[130959] in North American Network Operators' Group

home help back first fref pref prev next nref lref last post

Re: Definitive Guide to IPv6 adoption

daemon@ATHENA.MIT.EDU (Owen DeLong)
Mon Oct 18 15:09:35 2010

From: Owen DeLong <owen@delong.com>
In-Reply-To: <Pine.LNX.4.61.1010181412280.5148@soloth.lewis.org>
Date: Mon, 18 Oct 2010 12:00:25 -0700
To: Jon Lewis <jlewis@lewis.org>
Cc: nanog@nanog.org
Errors-To: nanog-bounces+nanog.discuss=bloom-picayune.mit.edu@nanog.org


On Oct 18, 2010, at 11:18 AM, Jon Lewis wrote:

> On Mon, 18 Oct 2010, Owen DeLong wrote:
>=20
>> The customers should get /48s. The /56 guideline is merely that and =
only for the smallest of sites.
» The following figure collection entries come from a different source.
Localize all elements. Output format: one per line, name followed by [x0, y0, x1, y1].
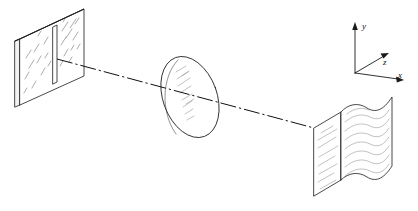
lens-outline: [150, 48, 229, 145]
z-axis-line: [355, 56, 384, 73]
optics-diagram: y z x: [0, 0, 418, 211]
figure-root: y z x: [0, 0, 418, 211]
z-axis-label: z: [382, 57, 387, 67]
lens: [150, 48, 229, 145]
slit-plate-front-face: [20, 9, 84, 105]
slit-plate: [15, 9, 84, 107]
screen-right-panel: [341, 97, 392, 180]
coordinate-axes: y z x: [352, 21, 404, 83]
y-axis-arrowhead: [352, 22, 358, 30]
observation-screen: [314, 97, 392, 196]
x-axis-label: x: [397, 70, 402, 80]
slit-plate-edge-face: [15, 39, 20, 107]
slit-aperture: [53, 25, 57, 84]
x-axis-line: [355, 73, 398, 79]
screen-left-panel: [314, 112, 341, 196]
y-axis-label: y: [361, 21, 366, 31]
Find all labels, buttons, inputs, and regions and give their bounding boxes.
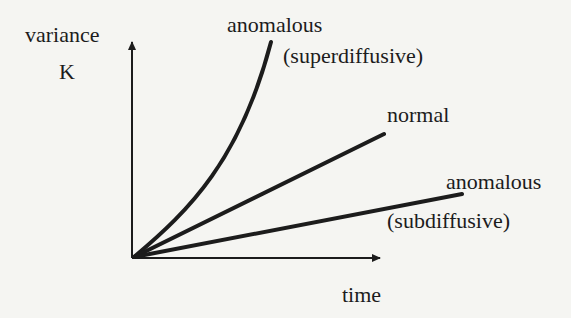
diffusion-diagram: variance K time anomalous (superdiffusiv… (0, 0, 571, 318)
subdiffusive-sublabel: (subdiffusive) (387, 210, 510, 232)
y-axis-label: variance (25, 24, 100, 46)
superdiffusive-label: anomalous (227, 14, 322, 36)
y-axis-symbol: K (59, 61, 75, 83)
x-axis-label: time (342, 284, 381, 306)
superdiffusive-sublabel: (superdiffusive) (283, 45, 423, 67)
normal-line (134, 134, 384, 257)
normal-label: normal (387, 104, 449, 126)
subdiffusive-label: anomalous (446, 171, 541, 193)
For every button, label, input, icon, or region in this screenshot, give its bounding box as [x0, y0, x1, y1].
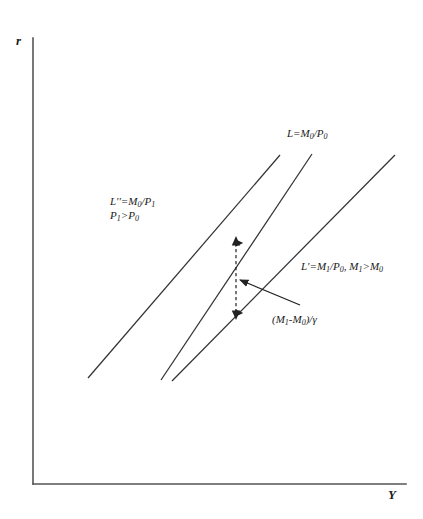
x-axis-label: Y: [388, 487, 396, 504]
curve-label-L-double-prime-line1: L''=M0/P1: [110, 194, 155, 208]
lm-curve-diagram: r Y L=M0/P0 L''=M0/P1 P1>P0 L'=M1/P0, M1…: [0, 0, 423, 519]
shift-magnitude-label: (M1-M0)/γ: [272, 312, 317, 326]
annotation-pointer-arrow: [240, 280, 300, 305]
y-axis-label: r: [16, 33, 21, 50]
curve-label-L-prime: L'=M1/P0, M1>M0: [301, 259, 383, 273]
curve-label-L-double-prime: L''=M0/P1 P1>P0: [110, 194, 155, 222]
dashed-arrowhead-up: [232, 236, 240, 246]
curve-label-price-inequality: P1>P0: [110, 208, 155, 222]
curve-label-L: L=M0/P0: [287, 126, 328, 140]
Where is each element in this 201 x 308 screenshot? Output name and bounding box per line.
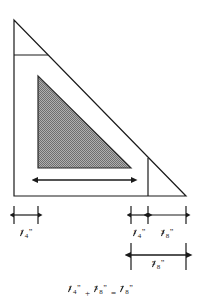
total-right-dimension-label: 5 8 ” xyxy=(145,261,171,273)
equation-term1-fraction: 1 4 xyxy=(68,286,77,296)
fraction-one-quarter-right: 1 4 xyxy=(133,230,142,240)
inch-mark: ” xyxy=(170,228,174,237)
inch-mark: ” xyxy=(161,259,165,268)
fraction-one-quarter-left: 1 4 xyxy=(20,230,29,240)
fraction-three-eighths: 3 8 xyxy=(161,230,170,240)
fraction-five-eighths: 5 8 xyxy=(152,261,161,271)
equation-result-fraction: 7 8 xyxy=(120,286,129,296)
inch-mark: ” xyxy=(103,284,107,293)
left-seam-dimension-label: 1 4 ” xyxy=(14,230,38,242)
plus-operator: + xyxy=(83,289,92,298)
inch-mark: ” xyxy=(29,228,33,237)
inch-mark: ” xyxy=(142,228,146,237)
inch-mark: ” xyxy=(129,284,133,293)
shaded-inner-triangle xyxy=(38,76,131,168)
equation-term2-fraction: 5 8 xyxy=(94,286,103,296)
figure-container: 1 4 ” 1 4 ” 3 8 ” 5 8 ” 1 4 ” + xyxy=(0,0,201,308)
right-seam-dimension-label: 1 4 ” xyxy=(126,230,152,242)
equals-operator: = xyxy=(109,289,118,298)
inch-mark: ” xyxy=(77,284,81,293)
equation-caption: 1 4 ” + 5 8 ” = 7 8 ” xyxy=(0,286,201,298)
right-extra-dimension-label: 3 8 ” xyxy=(154,230,180,242)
It's also subsequently turned out to be =
bad advice.
>=20
> Can you elaborate on why /56 is "bad advice" and if you're saying it =
only for this case or if you're saying assignment of /56 to any =
customers is a bad idea?  Dealing with a data center where customer =
machines typically get by today with a /29 of IPv4, is a /56 really not =
enough for their forseeable future?
>=20
I think it's generally a bad idea. /48 is the design architecture for =
IPv6. It allows for significant innovation
in the SOHO arena that we haven't accounted for in some of our current =
thinking.

In a datacenter environment, you might want to actually assign /64s to =
needed subnets, but, in a
situation where you are serving remote end-sites, a /48 per end-site is, =
IMHO, the minimum
size that should be issued.

> I realize our /32 could support more customers than we're likely to =
fit in the data center at /48 per customer, but is that enough of a =
reason to assign 65k /64 subnets to each customer machine?
>=20
Datacenter is a whole different ball of wax. Nothing wrong with giving =
your customers /48s,=20
but, the right size in a datacenter may well depend on a lot of things =
about your business
model, the nature of your customers, etc.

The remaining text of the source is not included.